The irony is that Roiphe would have nothing to criticize if women had not exercised agency. Her real problem is not that women were passive, but that they were active in ways she disdained. Twenty-five years on, Roiphe enjoys a prominent writing career and a plum teaching job at New York University. Meanwhile, SOPP only recently emerged from its years-long reputation as a punchline. (Saturday Night Live even parodied it.) But SOPP was never intended to legislate every minute sexual act. At its heart sat two ideas: In a sexist society, ethical sexual behavior is a learned skill, and asking for consent reduces the possibility of harm.
It was not intended to blur lines, but to clarify them. What’s lost when a man asks a woman permission to kiss her? Romance must be fragile indeed if requesting consent will kill it.
Furthermore, the argument that we are talking about sexual violence too broadly entails defining our terms down until the problem appears smaller than it is. Any productive conversation about sexual violence must extend to sexual ethics, including how men respond to verbal and nonverbal cues, as Grace’s story showed. Urging women to flee or to call a cab or to punch their attackers prevents that conversation from taking place. It keeps the burden where it’s always been, which is on women, and absolves men of their responsibilities.

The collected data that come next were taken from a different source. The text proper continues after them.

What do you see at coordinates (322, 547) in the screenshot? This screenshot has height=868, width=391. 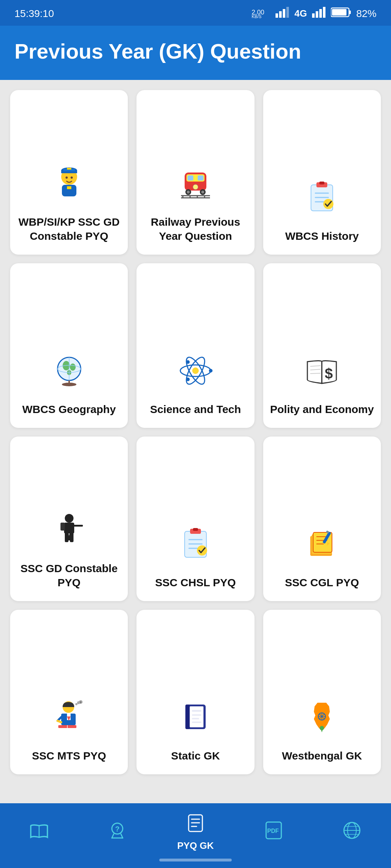 I see `book-pen-icon` at bounding box center [322, 547].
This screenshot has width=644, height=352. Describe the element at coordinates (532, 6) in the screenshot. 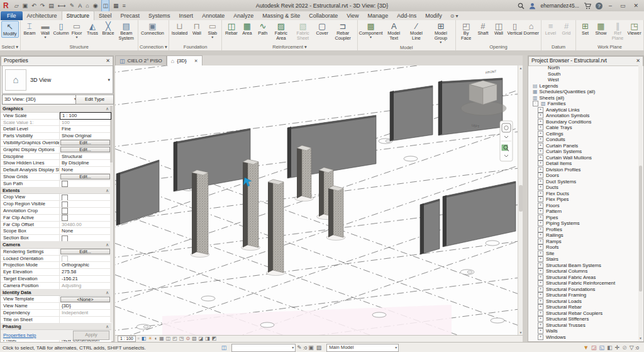

I see `user-avatar-icon` at that location.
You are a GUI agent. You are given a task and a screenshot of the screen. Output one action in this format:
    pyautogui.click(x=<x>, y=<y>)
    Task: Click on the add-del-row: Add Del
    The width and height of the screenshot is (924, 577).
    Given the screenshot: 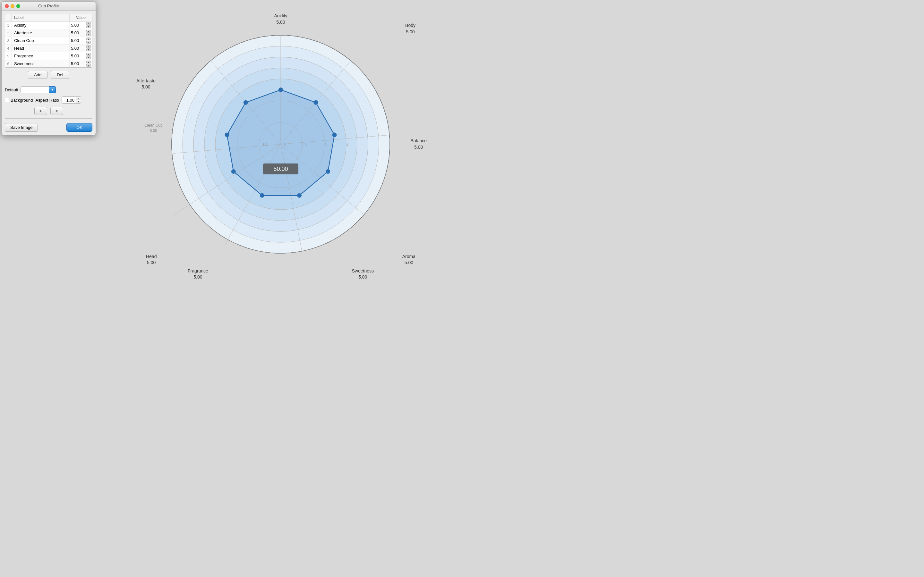 What is the action you would take?
    pyautogui.click(x=49, y=75)
    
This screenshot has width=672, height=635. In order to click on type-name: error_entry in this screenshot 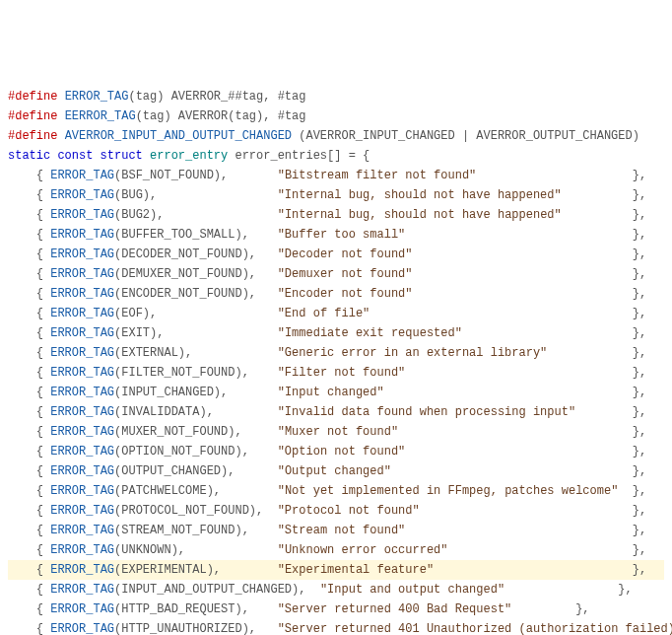, I will do `click(189, 156)`.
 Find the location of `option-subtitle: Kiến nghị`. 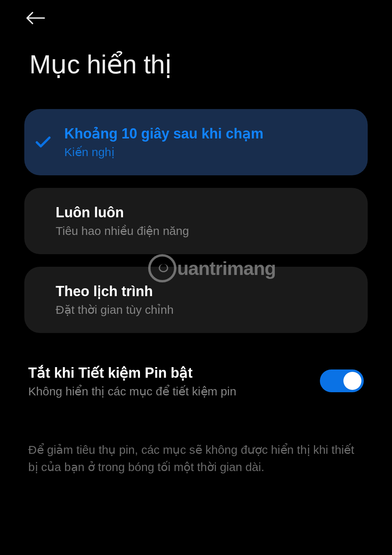

option-subtitle: Kiến nghị is located at coordinates (164, 152).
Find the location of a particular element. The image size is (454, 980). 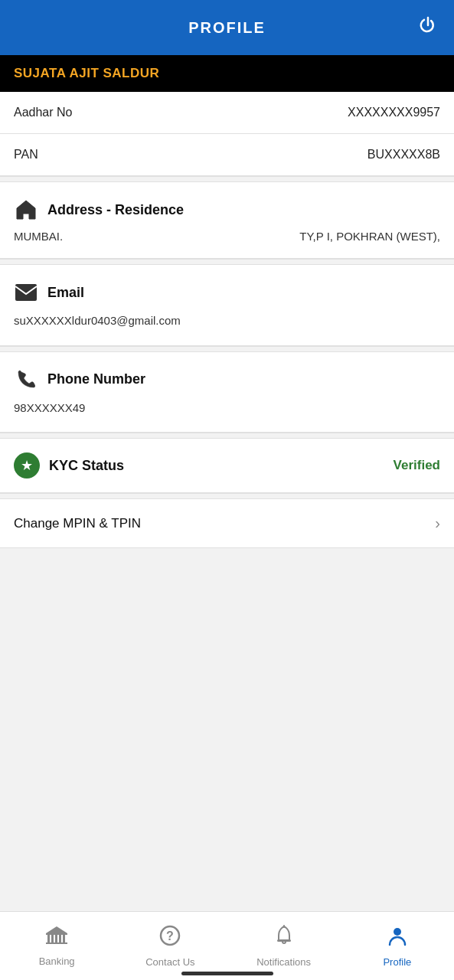

contact-us-icon: ? is located at coordinates (170, 939).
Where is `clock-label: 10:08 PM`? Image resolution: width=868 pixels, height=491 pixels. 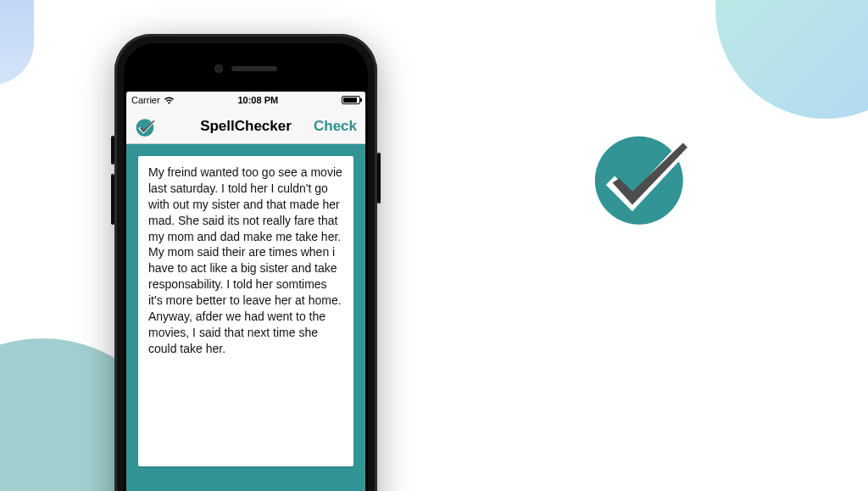 clock-label: 10:08 PM is located at coordinates (258, 100).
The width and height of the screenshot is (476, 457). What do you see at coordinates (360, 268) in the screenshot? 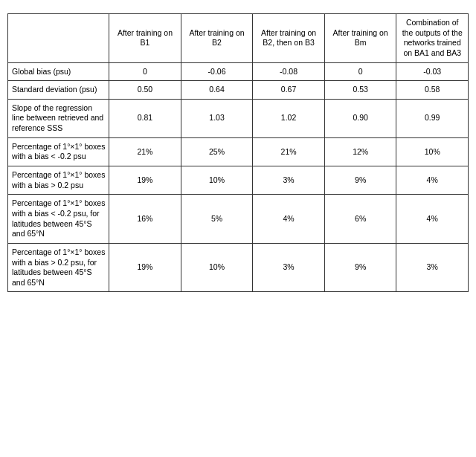
I see `cell-r6-c3: 9%` at bounding box center [360, 268].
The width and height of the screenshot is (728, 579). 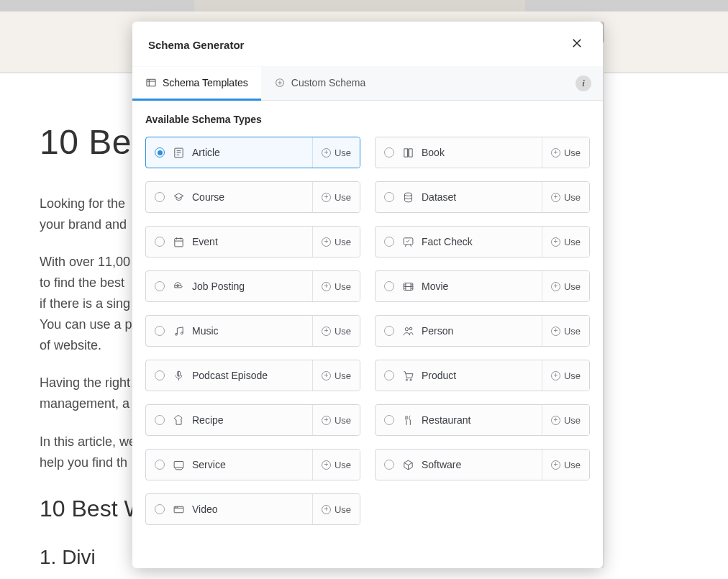 What do you see at coordinates (197, 83) in the screenshot?
I see `tab-schema-templates: Schema Templates` at bounding box center [197, 83].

But women cannot avoid the stench of victimhood, it seems, no matter what they do. If they speak up about what happened to them, they choose victimhood. If they identify solutions, they choose victimhood. If they talk about date rape or bad sex, they choose victimhood. It is commentators like Flanagan, Weiss, Roiphe, and Sullivan who set these traps for women. Their opinions spread like wildfire over social media—Weiss even bragged about breaking the internet—but not because they are saying anything we haven’t heard before. It is because these supposed dissenters are giving voice to the stubborn consensus that has been there all along.